As my companion at the 12 Years screening remarked, McQueen might have done better to have tackled slavery in an altogether tougher way - for example by looking at its contemporary incarnations. Authors like Kevin Bales have talked about the new slavery of debt bondage and contract slavery, and in the hyper-modern environs of Qatar Amnesty has recently exposed how migrant workers from Nepal and India are forced to labour over glitzy World Cup projects while being "treated like cattle".

I began this post by mentioning a bus, and that's how I'll end it. On the way home from the 12 Years screening I found myself witnessing a confrontation on the upper deck of my bus between a hostile man of Afro-Caribbean appearance and another man of (roughly) North African appearance.
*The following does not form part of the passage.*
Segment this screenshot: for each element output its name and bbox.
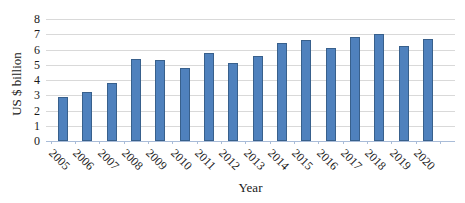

The first said to the other: "Get out of my way, you fucking Arab". The second (himself apparently drunk) said: "I am not an Arab. I am an Ethiopian. The original man!" This - just about - led to a defusing of the situation and even elicited cheers from some of the other passengers. Racism, the African continent, ethnic belonging, migration and common humanity: this little incident was strangely more meaningful than McQueen's much-fêted film. Still, go and see 12 Years a Slave anyway.